Model
L2 LRC07M2AWWC
Rank #55 means 54 of the 622 freezer models we track cost less to run each year; the 43rd efficiency percentile means it uses less energy for its size than 43% of those models.
What does the L2 LRC07M2AWWC cost to run per year?
Do the math and the L2 LRC07M2AWWC's $42/yr puts it at rank #55 of 622, one of the more affordable freezer models we track to keep running. It uses 10% less energy than the U.S. federal standard model in its class, which would cost about $47/yr to run, a saving of roughly $5 a year. Normalized for capacity, it beats 43% of freezer models we track, an average result for the class. At 7 cu ft, it is a small freezer for the class, which runs 1.1 to 23 cu ft; size and efficiency are the two levers behind the figure above, and this dataset does not carry a separate efficiency-factor column for this class.
Immediately around it on the leaderboard, the Homcom 800-195V80WT at $42/yr runs a little cheaper and the L2 LRC07M3A** at $42/yr runs a little more, a sense of how tightly models are packed at this point in the ranking. A freezer typically stays in service for somewhere around 14 years; over that span, the L2 LRC07M2AWWC's $42/yr adds up to roughly $588 in electricity alone, before purchase price or repairs.
Also sold as: Arctic King ARC07B2C**.
By the numbers
The L2 LRC07M2AWWC normalized against its whole class, so each figure means something.
What it costs you over time
Running cost is an every-year number, so it compounds. At $42/yr, here is what the L2 LRC07M2AWWC adds up to before purchase price, water, or repairs enter the math.
Left running for a decade at today's US average rate, the L2 LRC07M2AWWC costs about $420. That is roughly $50 less than a standard model in its class, which would run closer to $470 over the same ten years.
How the L2 LRC07M2AWWC compares
The freezer class we track runs from $25 to $120 a year. At $42/yr, it runs about $33 a year cheaper than the class median of $75, and it is about $17 a year more than the cheapest freezer to run at $25. Against the US federal standard model for its class at about $47/yr, the L2 LRC07M2AWWC uses 10% less energy.
What drives its running cost
At 7 cu ft, the L2 LRC07M2AWWC is a small freezer for its class, which spans 1.1 to 23 cu ft with a median of 13.8 cu ft, at the small end of the class, capacity itself is doing a lot of the work to keep that figure down, separate from how efficient the unit actually is.
- Interior volume. Cubic feet of frozen storage is the first lever behind a freezer's running cost, ahead of insulation or defrost type.
- Insulation and defrost type. Two freezers of the same size can differ meaningfully on running cost based on insulation quality and whether they run an automatic-defrost heater.

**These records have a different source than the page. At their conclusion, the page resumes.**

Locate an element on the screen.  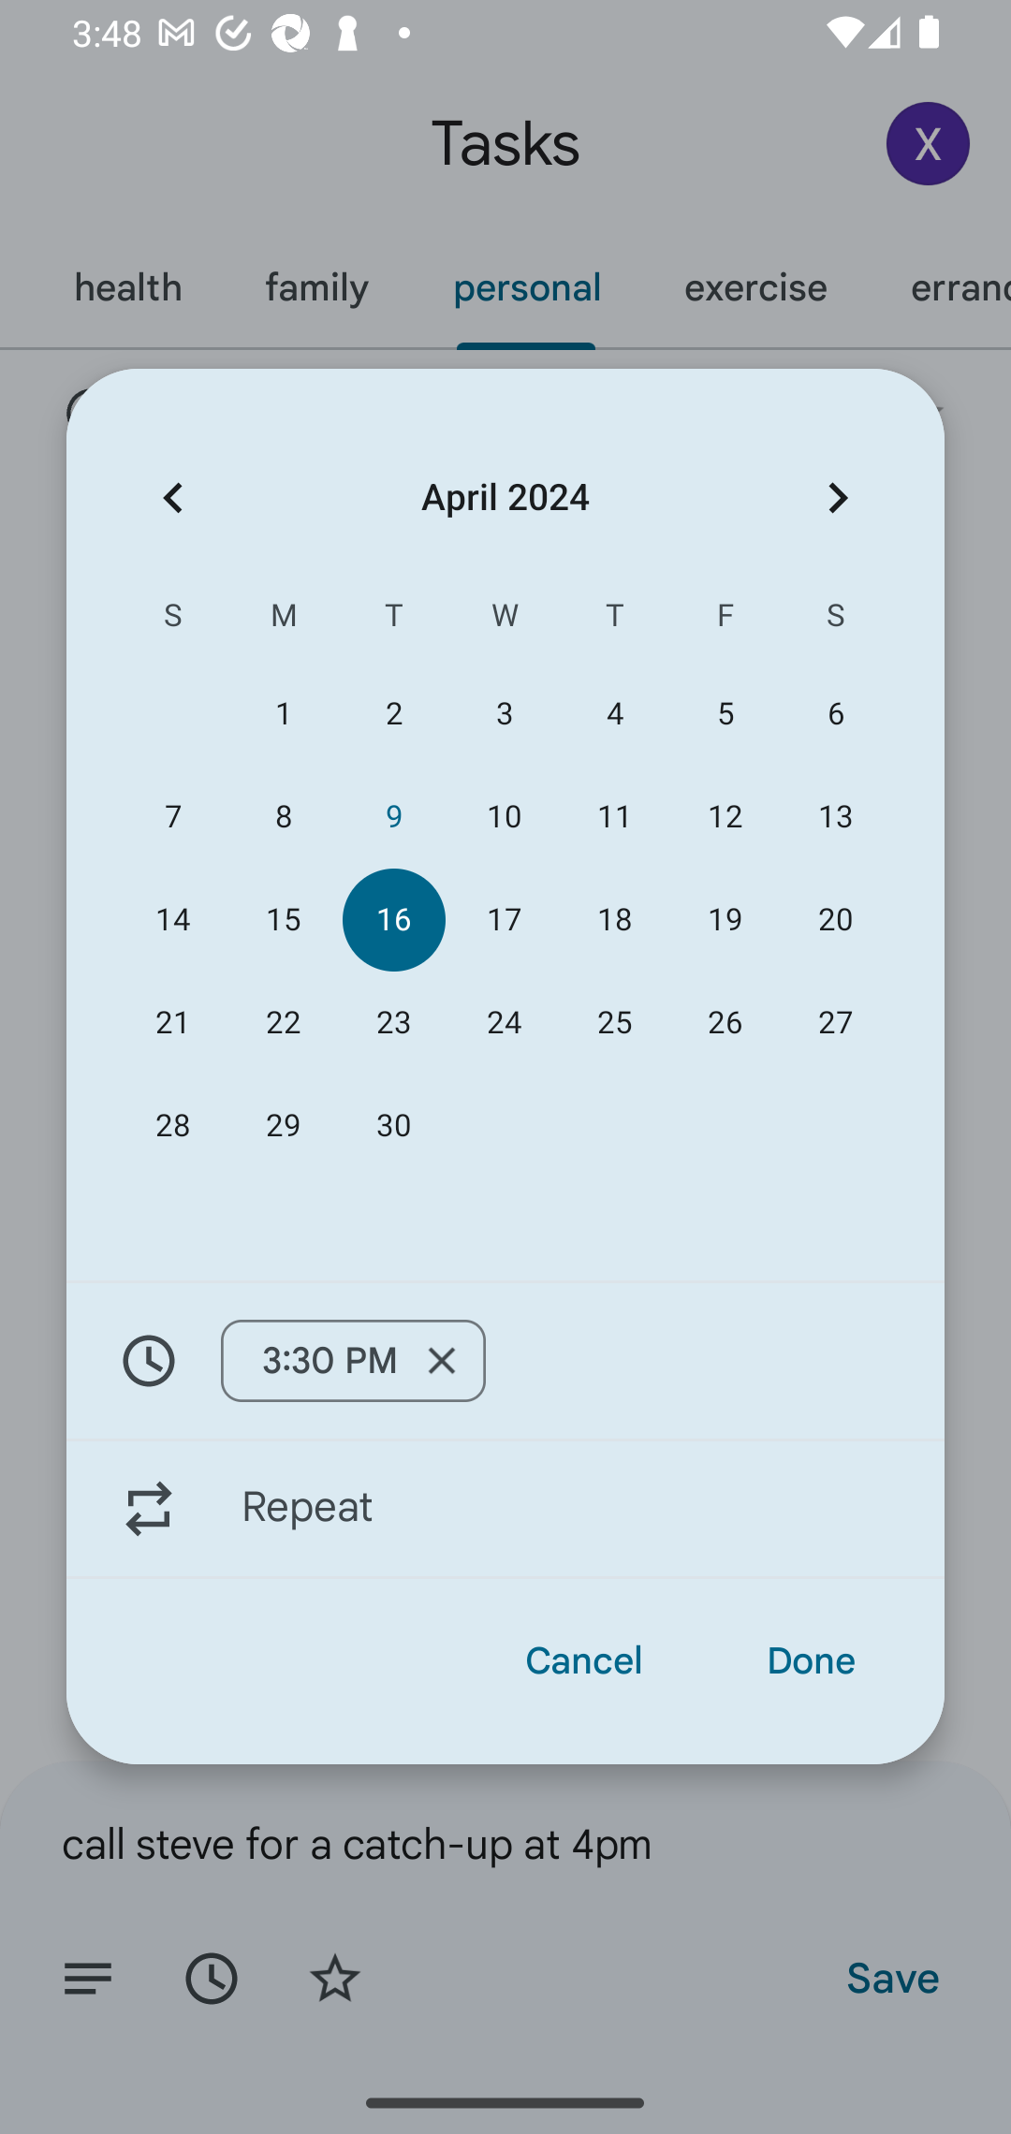
12 12 April 2024 is located at coordinates (724, 816).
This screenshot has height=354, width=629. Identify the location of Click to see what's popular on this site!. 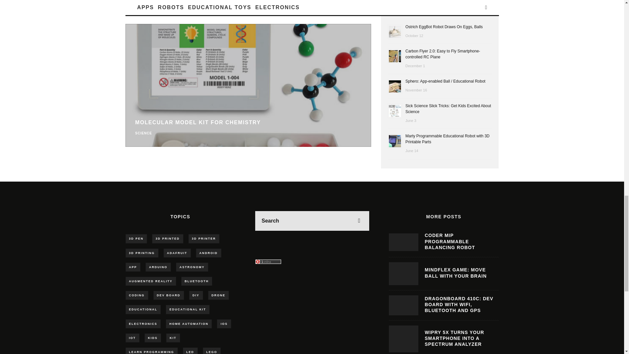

- Chest vs upright design. Chest freezers open from the top, so cold air, which sinks, stays inside when the lid opens; upright freezers lose more cold air per door opening for a similar capacity.
Common questions
Is the L2 LRC07M2AWWC cheap to run?
Yes, relatively. At $42 a year it ranks #55 of 622 freezer models we track, in the cheaper part of its class to run.
How much does the L2 LRC07M2AWWC cost per month?
Roughly $3.48/mo, spreading the $42/yr estimate evenly across twelve months at $0.1856/kWh. Actual monthly bills swing with your rate and usage pattern.
How is this running-cost figure calculated?
We take the model's published annual energy use of 225 kWh from ENERGY STAR and multiply it by the US average residential electricity rate of $0.1856/kWh, giving about $42 a year. It is an electricity-only estimate and does not include purchase price, water, or installation.
How efficient is the L2 LRC07M2AWWC for its size?
43rd percentile once size is factored in. That means its size-adjusted efficiency is not the main reason for the running-cost figure above; its capacity plays a large role too.
Cheaper to run in the same class
| Rank | Model | Cost/yr |
|---|---|---|
| 60 | Homcom 800-195V80WT3 cu ft | $42 |
| 59 | Frigidaire FFCS0762AW7.1 cu ft | $42 |
| 58 | Frigidaire EFRF7009-WHITE7 cu ft | $42 |
| 57 | Danby DCF070A5WDB7 cu ft | $42 |
| 56 | Danby DCF070A5WCDB7 cu ft | $42 |
Source
ES_1147914_LRC07M2AWWC_081920220056391_6698272View certified freezer listingsENERGY STAR data as of July 2026L2 and LRC07M2AWWC are used here for identification only and are not endorsements. Figures are computed by WattWise Labs from public ENERGY STAR data, not measured in our own lab.